A wide range of data collected from diversified sources over years suggest that the Chinese state and its subsidiaries have already given $1.5 trillion in loans and trade credits to 150 nations and their state-owned entities.
This has turned China into the world's largest official creditor, surpassing traditional and official lenders such as the World Bank, the International Monetary Fund (IMF), or all Organisation for Economic Co-operation and Development (OECD) creditor governments combined.
The Harvard Business Review based its report on analysis of multi-year data compiled from hundreds of primary and secondary sources, put together by academic institutions, think tanks, and government agencies – including historical information from the Central Intelligence Agency. This provided the first comprehensive picture of China's official overseas debt stocks and flows worldwide.
It includes nearly 2,000 loans and nearly 3,000 grants given out since the founding of the People's Republic of China in 1949 to 2017. Most Chinese loans have helped finance large-scale investments in infrastructure, energy and mining.
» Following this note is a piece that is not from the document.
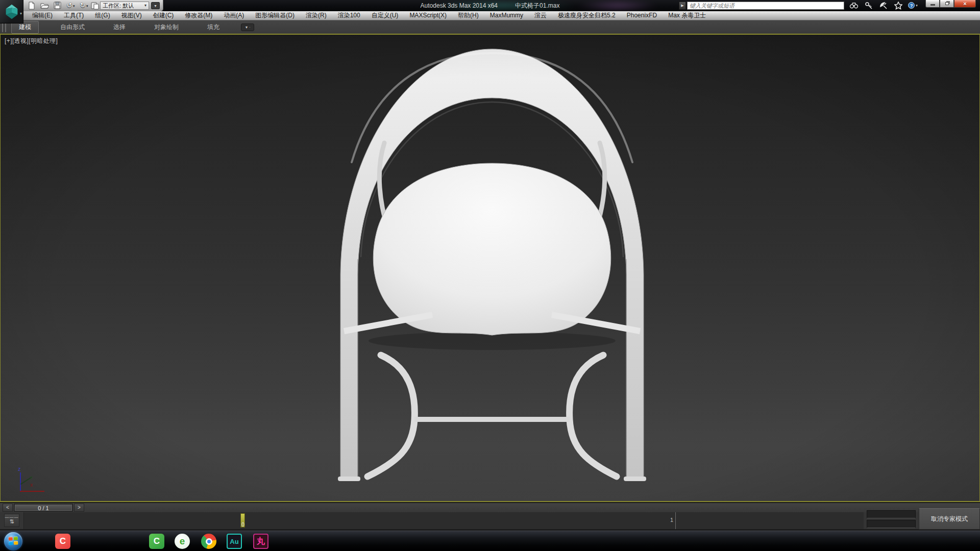  What do you see at coordinates (13, 541) in the screenshot?
I see `start-button` at bounding box center [13, 541].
Maximum market terms in state lending
Researchers Sebastian Horn of the University of Munich, Carmen M Reinhart, international financial system professor at Harvard, and Christoph Trebesch, macroeconomics professor at Kiel Institute for the World Economy, outlined the nature of Chinese state lending as similar to capital market terms.
They observed that most of the loans and credits by Chinese state entities are near to those from capital markets in terms of interest rate, collaterals, and the tough conditions in case of defaults.
Other funding to governments by states and international organisations like Breton Woods are much more concessional and includes more grants and aid.
For example, after World War II, the US had given $100 billion in today's value to the war-ravaged Europe for economic reconstruction. But 90 percent of that was grants and aid and very little was in market terms.
Developing world's liability to China growing rapidly
Average liabilities of 50 developing nations to China have increased from 1 percent of their GDP in 2005, to 15 percent of their GDP in 2017. To a dozen of them, the debt level is at least 20 percent of their GDP.
Since 2011, two dozen developing countries have restructured their debts to China.
More importantly, the analysis reveals that 50 percent of China's loans to developing countries go unreported, meaning that these debt stocks do not appear in the "gold standard" data sources provided by the World Bank, the IMF or credit-rating agencies.
Unreported lending from China has grown to more than $200 billion as of 2016.